Not a race problem.—A Negro business man said:
There is no race problem; if the white people would only do as they would be done by we would not have need of commissions to better conditions. This won't be done, but an easier plan is to enforce the law. The laws are good enough but they are not enforced. Riots grow out of hate, jealousy, envy, and prejudice. When a man becomes a contented citizen there will be little chance of causing him to fight anyone. Give us those things that are due us—law, protection, and equal rights—then we will become contented citizens.
For better race relations in Chicago.—A Negro alderman said:
1. Pass a vagrancy law that will take the idle, shiftless and intolerant hoodlum off the streets. Put the burden of proof on the one so arrested.

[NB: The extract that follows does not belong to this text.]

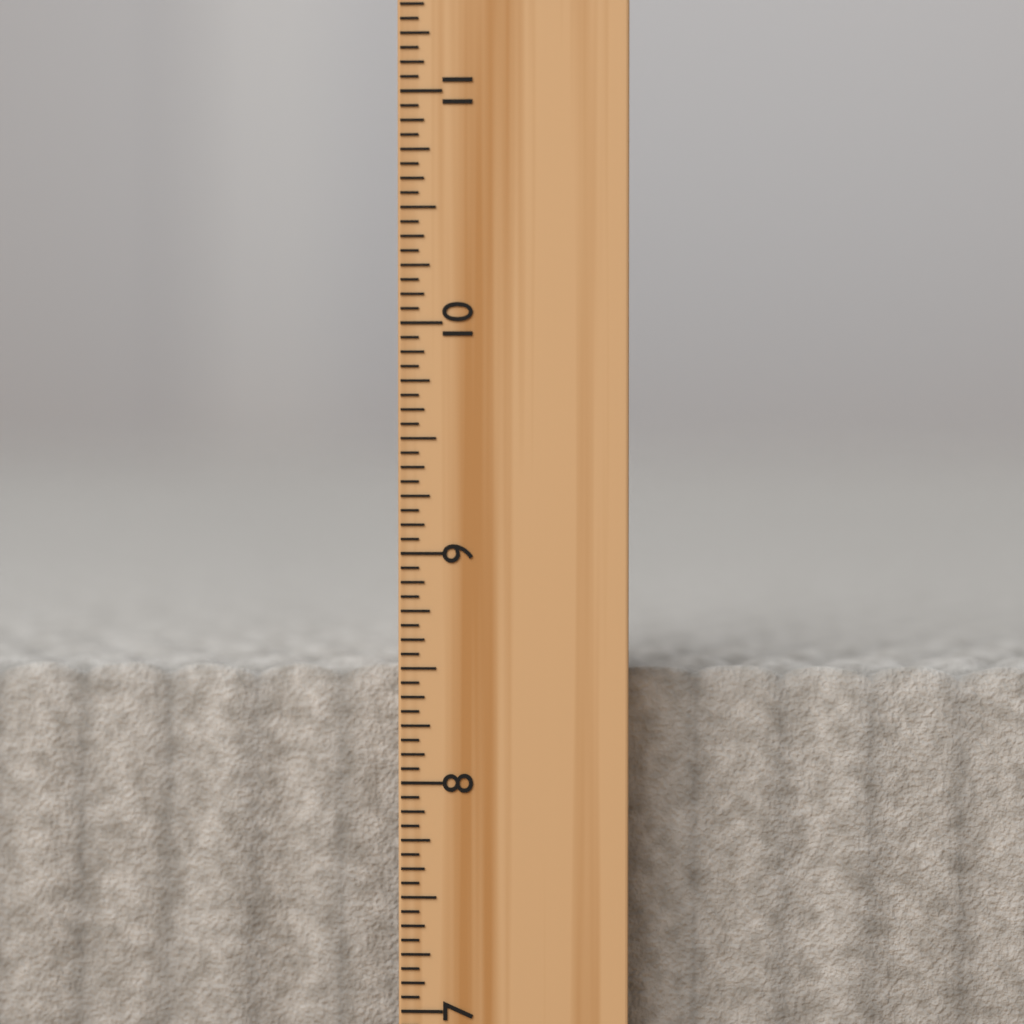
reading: 8.5000 inch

2. Close all vicious poolrooms and dens of vice, and permit no boy under nineteen years of age to enter poolrooms.
3. Forbid loitering on the street corners, especially transfer points.
4. Prohibit vicious and race-antagonizing campaign speeches on the streets of the city and in public halls. Races must not be arrayed against each other.
5. Make more rigid the habeas corpus act, tighten up on the parole and probation laws and enforcement of the truancy law.
6. Stop the newspapers from referring to the territory occupied by the colored people as the "Black Belt."